> if you're talking about using a cathode follower
Well, no. Cathode followers are kind of "too-new" for a classic gitar-amp. And as you say, watch the heater insulation.
Use a tube with a Mu of 10 or 20 with a plate winding of 10K-20K. FLowing plate current through the winding is most efficient, but DC-rated iron is harder to find, so an R-C coupled deal may be easiest.
A plate-loaded triode in 10K:600 can live on around 3mA-5mA, much less than any 600:600 output like a simple CF or Dave's WCF. Even 3mA is more than the whole existing circuit, but less than a CF/WCF and 600:600 iron needs.
> the output impedance of the Alembic is high enough to start causing common-mode distortion in the opamp.
Quite true at the point-oh distortion level. I'm not sure I would care in a guitar amp. Or at least: if it was convenient, I'd try it and see rather than reject it on theoretical grounds.
> One possibility might be the old LM310 buffer amp. ...into a 1:1 transformer
IIRC, not a heap of output current. Sure it will drive 10K loads, but it may be less happy seeing a "600 ohm" winding, even un-loaded. Of course if I had a 310 and a 600:600 on hand, I'd give it a whirl.
> The curves aren't curved.
Ah, 12AX7 has very high Mu and thus the cathode curves are nearly straight for reasonable currents. Go to extremes with low-Mu tubes and they curve more.
It does seem like there should be a rough-cut formula like Rl + Rk*Mu, but I can't work it today.
> The white cathode can be made with any dual triodes yes?
As you and Dave agree: you "can" build one with any twin triode (very-dissimilar dual triodes would be an odd pick). But in many many cases, a WCF is not the best use of a twin triode.
Oh, and tubes with very low Mu, like 6080 Mu=2, make crummy WCFs. And any time you need power output, high-Mu tubes are poor choices. Stay in the Mu=5-30 range, except some of the supercharged late TV tuner tubes do make lovely WCFs.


=== EXERCISE INSTRUCTIONS ===
Using the listing below, set down each line from the line containing "You are a GUI" through the line containing "Task: Click on the span: Configuration", both ends included, exactly and with nothing added.

=== RECORDS PROVIDED ===
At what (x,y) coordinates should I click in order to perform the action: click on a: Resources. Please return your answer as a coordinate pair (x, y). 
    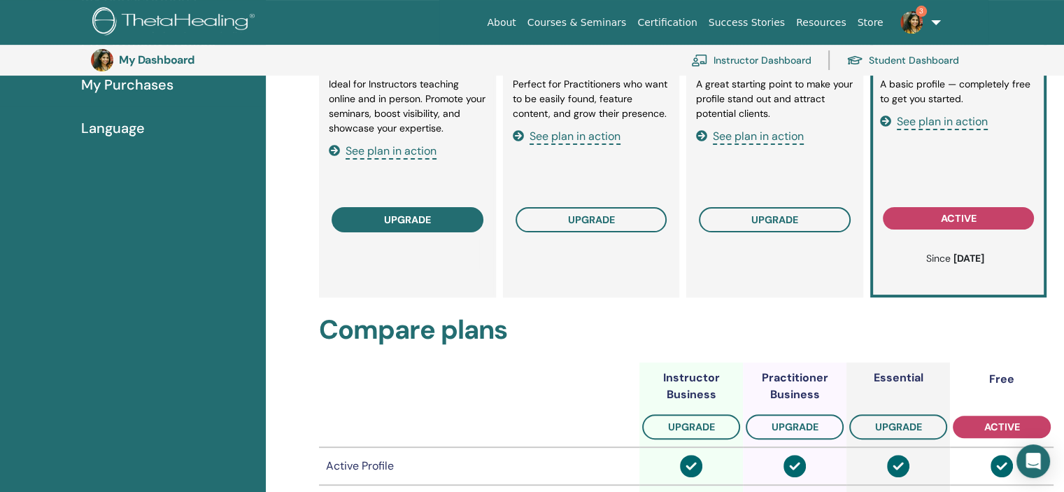
    Looking at the image, I should click on (821, 22).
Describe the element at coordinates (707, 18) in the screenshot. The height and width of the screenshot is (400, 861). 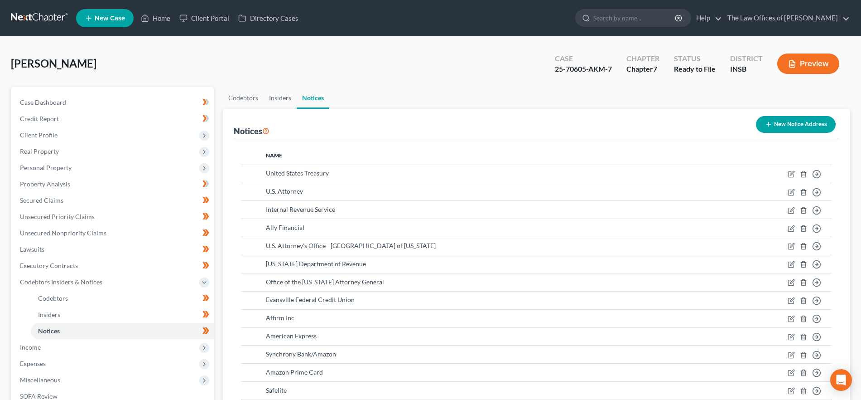
I see `a: Help` at that location.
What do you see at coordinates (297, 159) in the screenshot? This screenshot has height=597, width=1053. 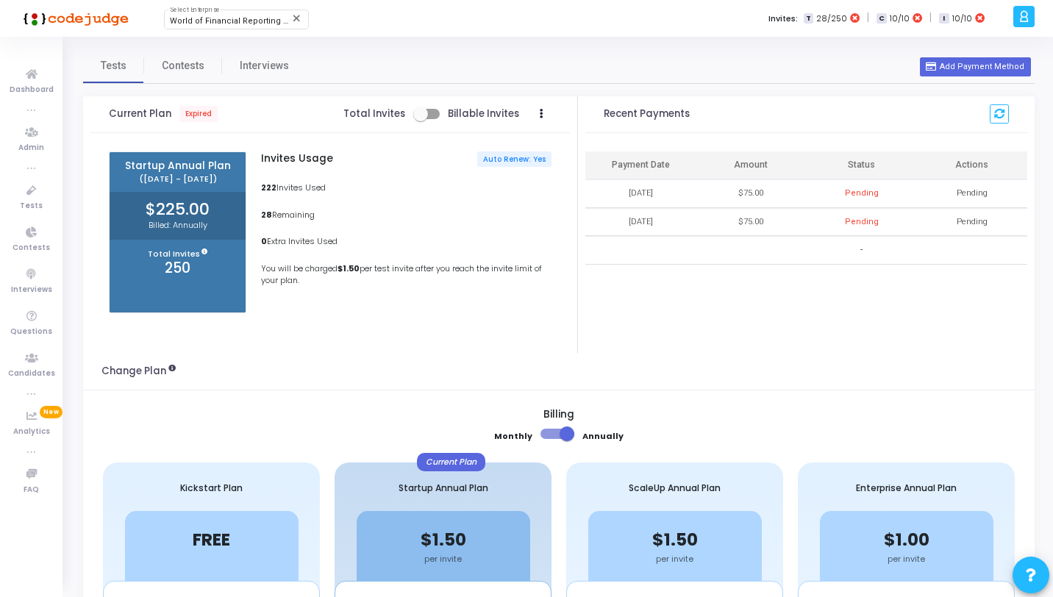 I see `h5: Invites Usage` at bounding box center [297, 159].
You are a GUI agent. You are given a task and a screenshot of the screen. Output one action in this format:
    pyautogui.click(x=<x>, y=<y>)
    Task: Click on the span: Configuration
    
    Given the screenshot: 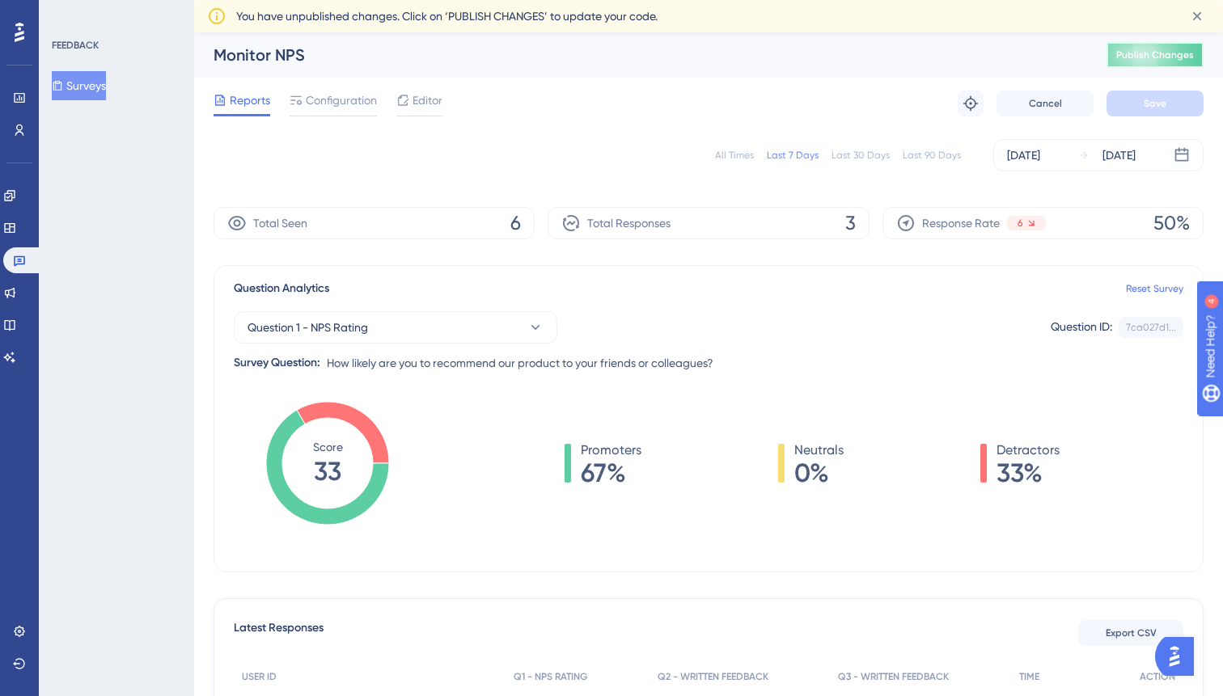 What is the action you would take?
    pyautogui.click(x=341, y=100)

=== SOLUTION TO THIS PROBLEM ===
You are a GUI agent. You are given a task and a screenshot of the screen. Output one action in this format:
    pyautogui.click(x=<x>, y=<y>)
    Task: Click on the span: Configuration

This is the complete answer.